And even more... I think that we often forget that the web is "just the web" and someday will seem minor and inconsequential compared to whatever new technology comes down the pike. If you've ever heard the BBC's production of the Hitchhiker's guide to the galaxy I'm trying to intone in the same voice as Deep Thought when he tells everyone that his work is truly minor compared to the work that will have to be done by the computer that actually computes The Question. Really we're pretty minor compared to The Ancients (the ones that actually constructed the classic computers) and compared to The Future (the ways in which the web will be superseded by something we can't even imagine.)
I'm sometimes surprised that the web has been around as long as it has and still is kicking along so well and dominately. I think that someday some little guy in some obscure corner will come up with the next wave, and it won't look AT ALL like Web 2.0 or "The Cloud" or anything that is getting money today.
Tim.
>>> I do find myself wondering had been on http://israelipda.com with all
the supporting text in Hebrew, if there would have been such a screaming
about it ;-)
Very funny ... you should see the debates I have with Sellam ... It's not enough that my opinions are mainstream American "left"; he wants extreme. :)
>
>Subject: Re: 8088 vs. 80c88
> From: "bfranchuk at jetnet.ab.ca" <bfranchuk at jetnet.ab.ca>
> Date: Sun, 22 Feb 2009 18:54:49 -0700
> To: General Discussion: On-Topic and Off-Topic Posts <cctalk at classiccmp.org>
>
>Chuck Guzis wrote:
>> On 21 Feb 2009 at 15:09, Les Hildenbrandt wrote:
>>
>>>> The problem with the V20's 8080 emulation was that it was buggy (I
>>>> have a few MicroNotes on the subject and can even claim to have
>>>> discovered one of the bugs).
>>> I wonder if it was only cetain chips. I ran cp/m 80 on a v20 for years.

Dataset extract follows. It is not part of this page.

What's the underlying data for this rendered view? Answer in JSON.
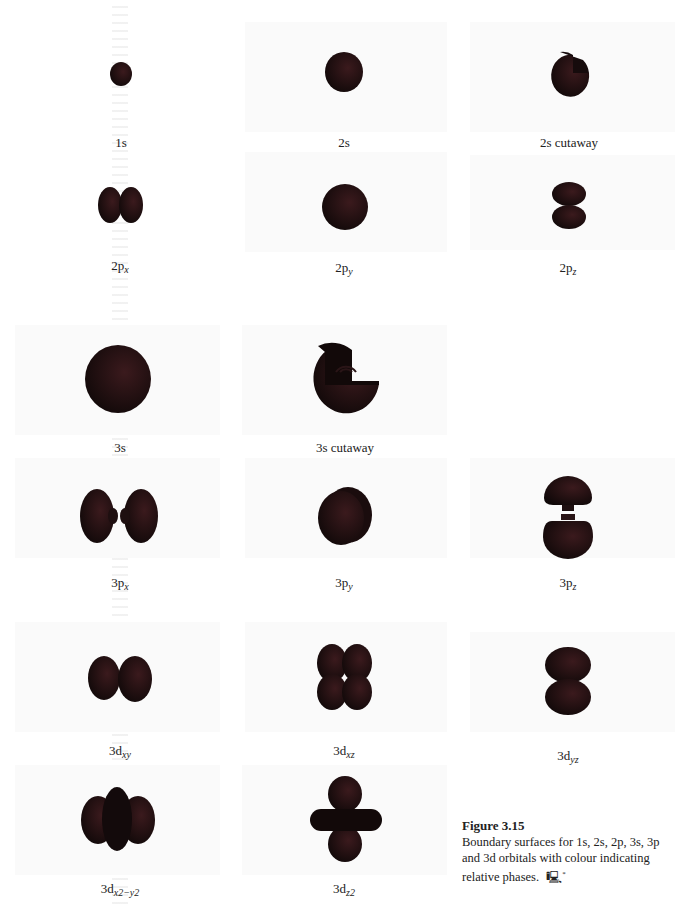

I also ran it on V20 inserted in the Leading Edge model D, not only did it help
dos level stuff by a few percent it ran every thing 8080 I'd thrown at it.
>> Try running a program in CP/M with JRT Pascal 1.0 on a V20. CPU bugs
>> can be very subtle.
Your kidding tight? ;)
JRT pascal was fairly buggy itself and it was till arond V3 that it stopped being
noticalbly so.
Allison
>Well what are the bugs?
>
>> Cheers,
>> Chuck
>>
>>
> The problem with the V20's 8080 emulation was that it was buggy (I
> have a few MicroNotes on the subject and can even claim to have
> discovered one of the bugs).
I wonder if it was only cetain chips. I ran cp/m 80 on a v20 for years.
Hi, All,
I was one of the ones lucky enough to get one of the DEC Computer Labs
on ePay last month. Mine finally showed up, and after a quick
inspection, I'm ready to make some cables and hook up some circuits.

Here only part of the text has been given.